Assembly Committee OKs Bill Aimed at Racial Profiling
SACRAMENTO — An anti-profiling bill that would require police officers to give their business cards to motorists pulled over in traffic stops cleared a pivotal Assembly hurdle Tuesday.
Proponents of the heavily amended proposal said drivers could use the cards to file complaints against officers who they believe stopped them because of their race or ethnicity.
The Assembly Public Safety Committee, dominated by Latino and African American Democrats, approved the bill 5 to 0 over the opposition of witnesses from minority communities and the American Civil Liberties Union.
Opponents denounced the bill, SB 66 by Sen. Kevin Murray (D-Culver City), as offering only “illusory” benefits. They insisted that unless a statewide data collection system is created, racial profiling will “remain invisible to everyone except its victims.”
Murray, the Legislature’s No. 1 enemy of police stopping motorists for what is known in minority communities as DWB, or “driving while black” or brown, said he too still favors requiring police to collect ethnic and racial data on the drivers they stop. But he said Davis would veto such a bill, just as he did last year at the urging of law enforcement.
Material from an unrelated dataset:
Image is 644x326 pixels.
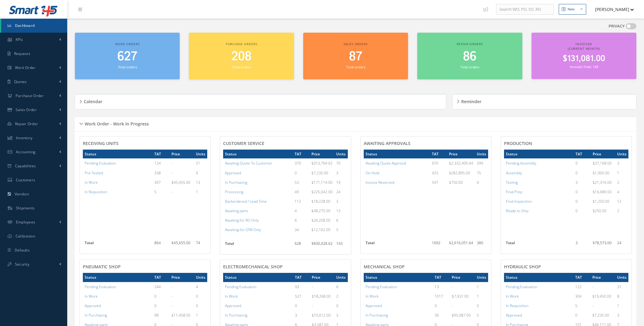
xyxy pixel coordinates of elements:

Davis has endorsed the current legislation.
“We have fought that fight. This [latest bill] is a significant step forward,” Murray testified.
Those who support creation of a statewide database favor a system that would require every police officer in California to record the race and ethnicity of each motorist who is detained during a traffic stop but is not issued a ticket or arrested.
Given a threatened veto by Davis, Murray told reporters he wanted to seek another solution. “I figure it is my job to try and find other ways to address the problem,” he said.
Although he vetoed the data-collecting bill last year, Davis did order the California Highway Patrol to collect racial data for three years, a project it already had underway. About 60 police agencies have voluntarily undertaken similar projects.
Murray was supported by more than a dozen African American witnesses Tuesday, including leaders of Los Angeles-area churches, the Service Employees International Union, community activists and Danny Bakewell Sr. of Los Angeles, president of the Brotherhood Crusade.
Bakewell said the bill would “bring some relief to our communities” from what he called a “dreadful problem” of police stopping minority motorists because of their skin color.
Requiring officers to hand over a business card, Bakewell said, represents “a tremendous shift in the balance of power when it comes to law enforcement” officers who, he said, “intimidate, disrespect” and sometimes physically abuse minority drivers.
Bakewell said a business card with the officer’s name and badge number would enable motorists to phone complaints from the “sanctity of their homes and security of their communities.”
But opponents countered that the card requirement is a weak and ineffectual way to bring about police accountability. They said that the Los Angeles Police Department adopted such a policy years ago but that it was not enforced.
Michelle Alexander, director of the ACLU’s Racial Justice Project, said it is already against federal law and the U.S. Constitution for police to discriminate against drivers based on their race.
Further, she said, racial profiling cannot be overcome without statewide data to determine whether the practice occurs and, if so, in what forms.
“This bill is not meaningful. It creates the illusion that something is being done,” she testified. “This bill will provide the political excuse for Gov. Davis never to sign a mandatory collection bill.”
Under the Murray plan, she testified, “victims of discriminatory police practices will be left in precisely the same position that they were in before.”
Other opponents include representatives of the League of United Latin American Citizens, the Mexican American Legal Defense and Educational Fund, the Beverly Hills Bar Assn. and CHP Officer Ron Burks of San Bernardino.
Burks and others testified that the business card requirement might result in an increase in tickets to motorists who otherwise would not have been cited. They suggested that officers would issue a ticket rather run the risk of presenting a card that, in effect, invited the motorist to file a complaint.
“It is an unnecessary burden on citizens to police the police,” he said.
Murray, a senior African American legislator whose first data collection bill was vetoed by Republican Gov. Pete Wilson in 1998, abandoned his 2000 version in April when Davis made it clear that he would not support it.
The two settled on the business card bill as an alternative. But backers of data collection denounced the compromise as “cowardly” and called Murray a “sellout.”
On Tuesday, however, Assemblyman Carl Washington (D-Paramount), chairman of the Public Safety Committee, defended Murray as a political realist.
“I don’t think it’s fair to you that you are [accused of] selling out or cutting a deal to cut a deal,” Washington told Murray.
More to Read
Sign up for Essential California
The most important California stories and recommendations in your inbox every morning.
You may occasionally receive promotional content from the Los Angeles Times.